Researchers allegedly discover 13 major security flaws specific to AMD's Zen CPUs

Update: Are these vulnerabilities real or imagined, and how severe are they really? Following our initial report, some of the claims have been called into question. The flaws may be real, but taking advantage of the flaws in many cases appears to require root/admin access, which typically means a system is already severely compromised.

Original story:

Hot on the heels of Spectre and Meltdown, researchers say they have discovered more than a dozen (or exactly a baker's dozen) new critical security flaws affecting AMD's Ryzen and Epyc processor lines, CNET reports. The vulnerabilities purportedly lie in what is supposed to be a secure part of the processors where sensitive information is contained.

The alleged flaws were discovered by CTS-Labs, a security outfit in Israel. Unlike Google's Project Zero team, which alerted chipmakers months in advance to Spectre and Meltdown before disclosing them to the public, CTS-Labs gave AMD less than 24 hours to look at its findings and respond before publishing the details. AMD is in the process of investigating the matter.

"At AMD, security is a top priority and we are continually working to ensure the safety of our users as new risks arise. We are investigating this report, which we just received, to understand the methodology and merit of the findings," an AMD spokesman said.

It's not yet clear how serious these newly discovered flaws are. As presented, the 13 flaws fall into four categories called MasterKey, Ryzenfall, Fallout, and Chimera. Between the four main vulnerabilities, an attacker could supposedly bypass a Ryzen or Epyc CPU's secure boot and install malware into the BIOS, and then onto the processor itself. They could also potentially leverage a pair of manufacturer backdoors to compromise a system's firmware and chipset.

If the vulnerabilities are as widespread and critical as CTS-Labs presents them to be, there are all kinds of implications and potential scenarios. Collectively, the vulnerabilities could open customers up to covert and long-term industrial espionage, sophisticated malware attacks that expose passwords and other personal information, hardware-based ransomware, and more.
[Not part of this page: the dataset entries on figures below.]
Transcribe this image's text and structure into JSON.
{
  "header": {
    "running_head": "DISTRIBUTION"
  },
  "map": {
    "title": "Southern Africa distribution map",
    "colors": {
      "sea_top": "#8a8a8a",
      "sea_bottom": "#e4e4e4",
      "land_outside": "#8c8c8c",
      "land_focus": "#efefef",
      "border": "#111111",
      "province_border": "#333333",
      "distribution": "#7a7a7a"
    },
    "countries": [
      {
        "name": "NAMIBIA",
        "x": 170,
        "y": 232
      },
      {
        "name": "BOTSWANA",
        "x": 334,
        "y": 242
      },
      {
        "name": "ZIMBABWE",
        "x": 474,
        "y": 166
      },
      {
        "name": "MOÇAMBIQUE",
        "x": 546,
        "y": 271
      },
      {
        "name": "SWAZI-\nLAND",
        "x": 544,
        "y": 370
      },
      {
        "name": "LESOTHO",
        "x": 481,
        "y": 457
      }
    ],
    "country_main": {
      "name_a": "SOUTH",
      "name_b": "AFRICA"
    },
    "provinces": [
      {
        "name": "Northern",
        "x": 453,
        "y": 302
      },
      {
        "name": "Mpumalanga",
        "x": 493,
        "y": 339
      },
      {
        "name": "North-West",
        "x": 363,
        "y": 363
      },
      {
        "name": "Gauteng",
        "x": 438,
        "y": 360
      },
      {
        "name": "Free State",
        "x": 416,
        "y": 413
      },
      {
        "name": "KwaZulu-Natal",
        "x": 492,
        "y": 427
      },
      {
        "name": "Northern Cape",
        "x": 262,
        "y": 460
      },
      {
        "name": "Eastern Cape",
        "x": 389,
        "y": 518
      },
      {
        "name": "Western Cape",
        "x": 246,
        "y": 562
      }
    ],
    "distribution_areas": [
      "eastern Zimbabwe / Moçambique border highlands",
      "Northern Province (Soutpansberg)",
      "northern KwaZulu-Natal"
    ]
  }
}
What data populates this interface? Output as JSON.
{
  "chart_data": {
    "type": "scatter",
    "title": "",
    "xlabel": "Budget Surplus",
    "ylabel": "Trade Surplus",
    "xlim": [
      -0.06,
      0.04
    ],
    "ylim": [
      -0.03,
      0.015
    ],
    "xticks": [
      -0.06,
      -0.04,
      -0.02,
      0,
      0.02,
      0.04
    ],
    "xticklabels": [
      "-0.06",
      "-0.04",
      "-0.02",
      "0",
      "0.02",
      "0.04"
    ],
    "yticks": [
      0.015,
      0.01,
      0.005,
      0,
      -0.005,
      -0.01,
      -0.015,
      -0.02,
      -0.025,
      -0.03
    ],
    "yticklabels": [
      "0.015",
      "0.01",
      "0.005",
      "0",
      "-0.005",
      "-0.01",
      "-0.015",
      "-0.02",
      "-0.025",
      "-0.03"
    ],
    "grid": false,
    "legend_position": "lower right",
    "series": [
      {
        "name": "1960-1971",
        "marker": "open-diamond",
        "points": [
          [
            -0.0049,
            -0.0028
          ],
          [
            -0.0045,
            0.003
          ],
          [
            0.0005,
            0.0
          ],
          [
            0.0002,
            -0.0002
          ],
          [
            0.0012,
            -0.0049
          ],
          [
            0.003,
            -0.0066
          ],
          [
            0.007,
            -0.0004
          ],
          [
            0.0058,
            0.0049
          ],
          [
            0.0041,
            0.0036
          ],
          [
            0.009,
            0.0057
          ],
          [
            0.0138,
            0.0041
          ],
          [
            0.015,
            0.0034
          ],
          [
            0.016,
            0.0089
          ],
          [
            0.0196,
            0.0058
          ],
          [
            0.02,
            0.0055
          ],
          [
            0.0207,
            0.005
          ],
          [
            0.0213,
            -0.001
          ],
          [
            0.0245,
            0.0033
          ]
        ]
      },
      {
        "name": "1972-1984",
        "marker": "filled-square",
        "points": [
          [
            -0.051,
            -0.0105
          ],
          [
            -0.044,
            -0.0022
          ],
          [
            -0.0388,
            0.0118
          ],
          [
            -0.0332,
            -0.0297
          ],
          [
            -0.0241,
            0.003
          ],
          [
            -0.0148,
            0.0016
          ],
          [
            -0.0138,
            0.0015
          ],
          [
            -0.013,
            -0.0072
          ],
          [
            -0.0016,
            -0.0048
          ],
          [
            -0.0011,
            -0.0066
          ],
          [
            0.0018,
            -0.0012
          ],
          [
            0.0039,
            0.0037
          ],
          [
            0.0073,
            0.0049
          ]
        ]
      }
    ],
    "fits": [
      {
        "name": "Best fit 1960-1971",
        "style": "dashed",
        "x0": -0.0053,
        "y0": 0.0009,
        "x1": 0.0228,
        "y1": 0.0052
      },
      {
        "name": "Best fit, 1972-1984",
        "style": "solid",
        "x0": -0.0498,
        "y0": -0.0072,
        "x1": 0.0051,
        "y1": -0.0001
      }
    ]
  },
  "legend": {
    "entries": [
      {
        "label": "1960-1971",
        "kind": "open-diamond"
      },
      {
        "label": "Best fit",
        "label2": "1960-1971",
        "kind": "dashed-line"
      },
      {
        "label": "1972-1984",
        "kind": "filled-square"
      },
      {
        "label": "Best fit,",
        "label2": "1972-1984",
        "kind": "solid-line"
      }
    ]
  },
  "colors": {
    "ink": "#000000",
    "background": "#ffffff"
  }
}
The industry at large is still reeling from Spectre and Meltdown. Some of the early patches have caused a few headaches, such as random reboots and performance degradation. It remains to be seen what the fallout might be like for the flaws CTS-Labs claims to have found.

Paul Lilly

Paul has been playing PC games and raking his knuckles on computer hardware since the Commodore 64. He does not have any tattoos, but thinks it would be cool to get one that reads LOAD"*",8,1. In his off time, he rides motorcycles and wrestles alligators (only one of those is true).